The Lake Cowichan RCMP detachment currently has 10 members, including two who work in Nitinat. Voller said auxiliary constables can certainly help with the patrols, with some even having boat safety training. The boat safety training is done in Tofino and takes a week to complete.

“Perhaps there could be a volunteer patrol group that could help keep an eye on things,” said Voller. “If we could get some boaters to do that, it would really help.”

Inspector Howard Goodridge of Cowichan Valley Regional Policing recently told the Cowichan Valley Regional District’s regional services committee that there will be an increased presence on Cowichan Lake and Shawnigan Lake. Voller said it sounds great to have the two detachments working together. The question is whether it will work.

25 years:

“Walt’s Drivein is gone” mourned the headline in the March 30, 1994 edition of The Lake News.

Quietly, year after year, Walt’s Drivein served loggers, students, and tourists. No glossy TV ads like the big chains, Walt’s specialized in good food that challenged anyone’s and brought back devotees again and again.

On Friday, Walt’s Drivein closed forever. Its strategic double lot at Nelson and South Shore is to be occupied by a real estate office owned by Rick Bonnell of Duncan.

Walt and Sylvia Haldorson, who owned the Drivein, said the decision about when to close down was made so suddenly that scarcely anyone knew about it.

“It was made last week, as a matter of fact,” said Sylvia Haldorson.

The sign came down Friday afternoon.

The Drivein was said by many to offer the best french fries and milk shakes in town.

It had squatted four-square on its corner these 28 years and watched Lake Cowichan grow from a primitive logging village into an increasingly beautiful residential village for loggers, retirees, and commuters.

40 years:

“We’ll get back our accreditation,” said the headline in The Lake News of Wednesday, April 4, 1979.

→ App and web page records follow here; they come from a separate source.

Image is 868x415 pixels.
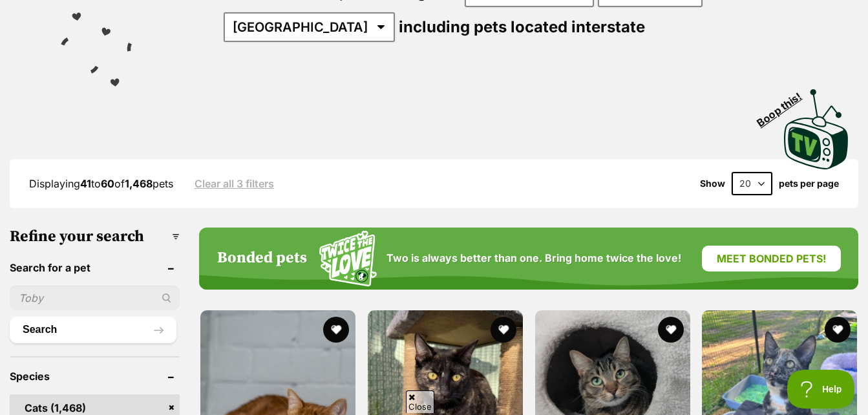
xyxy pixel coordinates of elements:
header: Search for a pet [9,262,180,273]
img: PetRescue TV logo [784,89,849,169]
input: Toby [9,286,180,310]
strong: 1,468 [125,177,153,190]
strong: 41 [80,177,91,190]
header: Species [9,370,180,382]
span: Show [700,178,725,188]
a: Clear all 3 filters [194,178,274,189]
h3: Refine your search [9,227,180,245]
button: favourite [825,316,851,342]
button: favourite [657,316,683,342]
span: Displaying to of pets [29,177,173,190]
span: Close [406,390,435,413]
span: Two is always better than one. Bring home twice the love! [386,252,682,264]
a: Boop this! [784,78,849,172]
img: Squiggle [320,231,377,287]
strong: 60 [101,177,114,190]
label: pets per page [779,178,839,188]
span: Boop this! [755,82,815,129]
a: Meet bonded pets! [702,245,841,271]
button: favourite [323,316,349,342]
button: favourite [491,316,517,342]
span: including pets located interstate [399,17,645,36]
iframe: Help Scout Beacon - Open [787,370,855,409]
h4: Bonded pets [217,250,307,268]
button: Search [9,316,176,342]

A report, which would restore accreditation to the high school is almost ready for presentation to an education ministry committee which is expected to make its critical recommendation at the end of the school year.

A letter sent to School District 66 Superintendent R.W. Heustis says the Provincial Accreditation Committee wants the school administrator to report on four key areas. The letter, signed by R.E.J. Watson, program superintendent of accreditation and school evaluation, identifies these as: school and community relations, school philosophy and objectives, school organization and administration, and internal school communication…Don Service, principal of Lake Cowichan Secondary School until the end of the term, said Tuesday that the school is well on its way to sastisying the education ministry in these areas. He said that his report will be presented to Heustis by the end of May. Watson, meanwhile, has set a June 15 deadline for receipt of the report by the accreditation committee…Service said he and his colleagues at the high school are confident that accreditation will be restored.

“I can say that these four key areas will restore accreditation.”

In a letter to Heustis, Watson describes the forthcoming school report as a “further overview report…as to the action that has been taken by the staff and administration in these and related areas…A united effort is required in making Lake Cowichan as effective a school as it can become.”